When I’m writing through-composed lead sheets, I usually write all lyrics using “line 1,” since I don’t want to run the risk of some of them being vertically displaced if the end of one verse and the beginning of the next are on the same system.
In the past, to display the verse number at the start of each verse, I’ve simply added “1.” or “2.” etc, using a non-breaking space. But of course this messes up the alignment of the first syllable.
I really love the ability to display the verse number to the left of the first lyric. In the example below, I had to change the lyrics to line 3, and carefully keep track of casting off. Would it be possible to include an override toggle for the verse number display, so I could show whatever verse number I wish in front of the first lyric?

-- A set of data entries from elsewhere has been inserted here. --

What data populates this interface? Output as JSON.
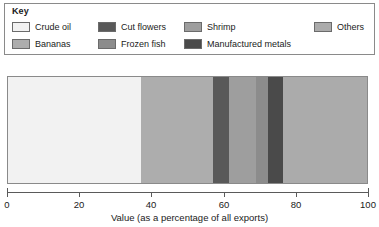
{
  "legend": {
    "title": "Key",
    "rows": [
      [
        {
          "label": "Crude oil",
          "color": "#F2F2F2"
        },
        {
          "label": "Cut flowers",
          "color": "#595959"
        },
        {
          "label": "Shrimp",
          "color": "#9E9E9E"
        },
        {
          "label": "Others",
          "color": "#ABABAB"
        }
      ],
      [
        {
          "label": "Bananas",
          "color": "#ADADAD"
        },
        {
          "label": "Frozen fish",
          "color": "#8C8C8C"
        },
        {
          "label": "Manufactured metals",
          "color": "#4A4A4A"
        }
      ]
    ]
  },
  "axis": {
    "title": "Value (as a percentage of all exports)",
    "ticks": [
      "0",
      "20",
      "40",
      "60",
      "80",
      "100"
    ],
    "min": 0,
    "max": 100
  },
  "chart_data": {
    "type": "bar",
    "orientation": "horizontal",
    "stacked": true,
    "title": "",
    "xlabel": "Value (as a percentage of all exports)",
    "ylabel": "",
    "xlim": [
      0,
      100
    ],
    "xticks": [
      0,
      20,
      40,
      60,
      80,
      100
    ],
    "grid": false,
    "legend_position": "top",
    "categories": [
      ""
    ],
    "series": [
      {
        "name": "Crude oil",
        "values": [
          37.0
        ],
        "color": "#F2F2F2",
        "start": 0.0,
        "end": 37.0
      },
      {
        "name": "Bananas",
        "values": [
          20.0
        ],
        "color": "#ADADAD",
        "start": 37.0,
        "end": 57.0
      },
      {
        "name": "Cut flowers",
        "values": [
          4.5
        ],
        "color": "#595959",
        "start": 57.0,
        "end": 61.5
      },
      {
        "name": "Shrimp",
        "values": [
          7.5
        ],
        "color": "#9E9E9E",
        "start": 61.5,
        "end": 69.0
      },
      {
        "name": "Frozen fish",
        "values": [
          3.5
        ],
        "color": "#8C8C8C",
        "start": 69.0,
        "end": 72.5
      },
      {
        "name": "Manufactured metals",
        "values": [
          4.0
        ],
        "color": "#4A4A4A",
        "start": 72.5,
        "end": 76.5
      },
      {
        "name": "Others",
        "values": [
          23.5
        ],
        "color": "#ABABAB",
        "start": 76.5,
        "end": 100.0
      }
    ]
  }
}
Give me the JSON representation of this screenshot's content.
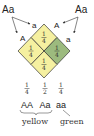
{
  "parents": {
    "left": "Aa",
    "right": "Aa"
  },
  "gametes": {
    "left_top": "a",
    "left_bottom": "A",
    "right_top": "A",
    "right_bottom": "a"
  },
  "cells": {
    "top": {
      "num": "1",
      "den": "4",
      "color": "#f5f0a0"
    },
    "left": {
      "num": "1",
      "den": "4",
      "color": "#f5f0a0"
    },
    "right": {
      "num": "1",
      "den": "4",
      "color": "#9cba7e"
    },
    "bottom": {
      "num": "1",
      "den": "4",
      "color": "#f5f0a0"
    }
  },
  "ratios": [
    {
      "num": "1",
      "den": "4"
    },
    {
      "num": "1",
      "den": "2"
    },
    {
      "num": "1",
      "den": "4"
    }
  ],
  "genotypes": [
    "AA",
    "Aa",
    "aa"
  ],
  "phenotypes": {
    "yellow": "yellow",
    "green": "green"
  }
}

To flip the idea on its head, in that case, could there be user control (in Engraving Options?) over how lyric lines displace each other?
At the moment, achieving this is laborious:
I strongly agree with Dan and Leo, because there are many situations, when one does need control over the verse numbering. An easy one is when there are repeated verses and an other verse is following later on (as seen above). So let us please have the control over the numbering! And, yes I know there are workarounds, but they will always be workarounds for really common situations. Thanks to both of you Leo and Dan, because this little issue is really needed, while writing more modern “non-hymnal” scores with lyrics.

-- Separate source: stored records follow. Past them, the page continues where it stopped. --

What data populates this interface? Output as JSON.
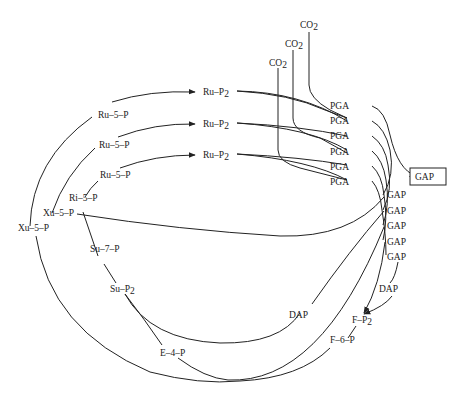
{
  "labels": {
    "co2": "CO",
    "co2_sub": "2",
    "ru_p2": "Ru–P",
    "ru_p2_sub": "2",
    "pga": "PGA",
    "gap": "GAP",
    "gap_product": "GAP",
    "ru5p": "Ru–5–P",
    "xu5p": "Xu–5–P",
    "ri5p": "Ri–5–P",
    "su7p": "Su–7–P",
    "su_p2": "Su–P",
    "su_p2_sub": "2",
    "e4p": "E–4–P",
    "dap": "DAP",
    "f_p2": "F–P",
    "f_p2_sub": "2",
    "f6p": "F–6–P"
  },
  "nodes": {
    "co2_count": 3,
    "ru_p2_count": 3,
    "pga_count": 6,
    "gap_count": 5,
    "ru5p_count": 3,
    "xu5p_count": 2,
    "dap_count": 2
  }
}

Oh man. Psalm settings. I deal with this all the time and have to fake it and it’s a pain. Thank God for non-breaking spaces, but I’m with Dan: it messes alignment up.
Frequently we use short psalm tones where one verse requires singing the psalm tone twice. As a result, the first half of verse 1 takes up line 1, and the second half takes up line 2. Now when I start to set verse 2, I’m actually using lyric line 3 and there is simply no way around it. Now I have to fake it. An override would be soooooo appreciated.
Also, the option to use custom text in place of (or in addition to) a verse number. I had a case where we had gospel acclamations for advent and I had “adv. 1, adv. 2,” etc. to indicate which liturgical week each verse corresponded to. This would also help with things like “1 & 4”.
I also sense a cognitive dissonance in allowing us to override rehearsal marker indexes but not verse numbers.
And here’s an example when custom text for verse numbers is useful. In this case each gospel acclamation verse is a different liturgical week during lent, so it makes more sense to label the week, rather than assign verse numbers.
I know the conversation has come up before, though I can’t find it at the moment. Just another use case that would benefit from the ability to assign any custom number to a particular lyric line:
Only the Developers can answer that. They are obviously aware of the desire/need for it. I’m sure it’s one of the hundreds of other things they are weighing.
I’ve done this many times since this thread was originally active.
The one fly in the ointment is what happens when you then need the bottom line to flow into the bottom line of the ensuing lyric, with no lyric above it. Dorico doesn’t (yet) remember carriage returns. Whenever you need more than two lines of text (and aren’t using a translation layer) you can run into Dorico weirdness.
For instance, this is a use case which I HAVE run into:
The carriage returns are discarded (and the lyric alignment, evidently). I learned the hard way on one project, so I have found this method very unreliable for anything other than putting an annotation before a single line of text, which works very well:
My preferred method these days is just to add an extra, dummy beat before the actual place where I want lyrics to occur. I then use “lyrics” to put in
Ash Wed.
Lent I
(etc.)
And either use the edit single lyric or apply a paragraph style to that column, and then just hide the notes and stems.